Nick, the man I’m walking with now, couldn’t possibly fit into the jacket. He wishes that I didn’t fit into it, either. He hates the jacket. When I told him I was thinking about buying a winter scarf, he suggested that rattails might go with the jacket nicely. He keeps stopping at store windows, offering to buy me a sweater, a coat. Nothing doing.

“I’m going crazy,” Nick says to me, “and you’re depressed because you’ve lost your buttons.” We keep walking. He pokes me in the side. “Buttons might as well be marbles,” he says.

“Did you ever play marbles?”

“Play marbles?” he says. “Don’t you just look at them?”

“I don’t think so. I think there’s a game you can play with them.”

“I had cigar boxes full of marbles when I was a kid. Isn’t that great? I had marbles and stamps and coins and
Playboy
cutouts.”

“All at the same time?”

“What do you mean?”

“The stamps didn’t come before the
Playboy
pictures?”

“Same time. I used the magnifying glass with the pictures instead of the stamps.”

The left side of my jacket overlaps the right, and my arms are crossed tightly in front of me, holding it closed. Nick notices and says, “It’s not very cold,” putting an arm around my shoulders.

He’s right. It isn’t. Last Friday afternoon, the doctor told me I was going to have to go to the hospital on Wednesday, the day after tomorrow, to have a test to find out if some blockage in a Fallopian tube has been causing the pain in my left side, and I’m a coward. I have never believed anything in
The Bell Jar
except Esther Greenwood’s paranoid idea that when you’re unconscious you feel pain and later you forget that you felt it.

He’s taken his arm away. I keep tight hold on my jacket with one hand and put my other hand around his wrist so he’ll take his hand out of his pocket.

“Give me the hand,” I say. We walk along like that.

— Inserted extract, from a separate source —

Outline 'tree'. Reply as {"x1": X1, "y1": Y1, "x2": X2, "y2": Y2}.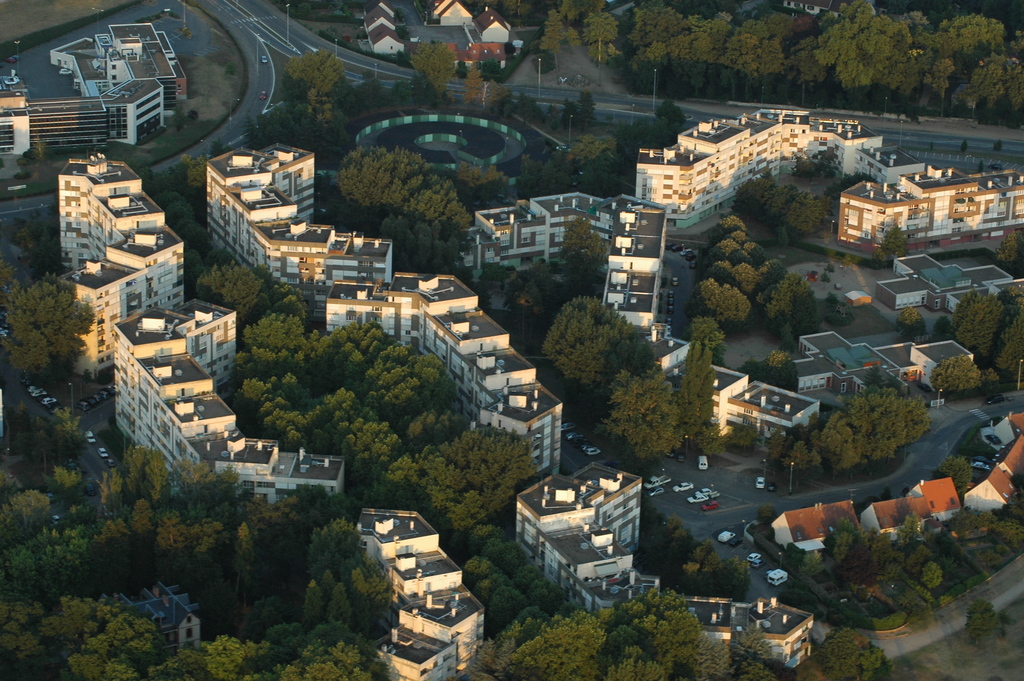
{"x1": 94, "y1": 470, "x2": 109, "y2": 515}.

The other buttons fell off without seeming to be loose. They came off last winter. That was when I first fell in love with Nick, and other things seemed very unimportant. I thought then that during the summer I’d sew on new buttons. It’s October now, and cold. We’re walking up Fifth Avenue, just a few blocks away from the hospital where I’ll have the test. When he realizes it, he’ll turn down a side street.

“You’re not going to die,” he says.

“I know,” I say, “and it would be silly to be worried about anything short of dying, wouldn’t it?”

“Don’t take it out on me,” he says, and steers me onto Ninety-sixth Street.

There are no stars this evening, so Nick is talking about the stars. He asks if I’ve ever imagined the thoughts of the first astronomer turning the powerful telescope on Saturn and seeing not only the planet but rings—smoky loops. He stops to light a cigarette.

The chrysanthemums planted down the middle of Park Avenue are just a blur in the dark. I think of de Heem’s flowers: move close to one of his paintings and you see a snail curled on the wood, and tiny insects coating the leaves. It happens sometimes when you bring flowers in from the garden—a snail that looks and feels like pus, climbing a stem.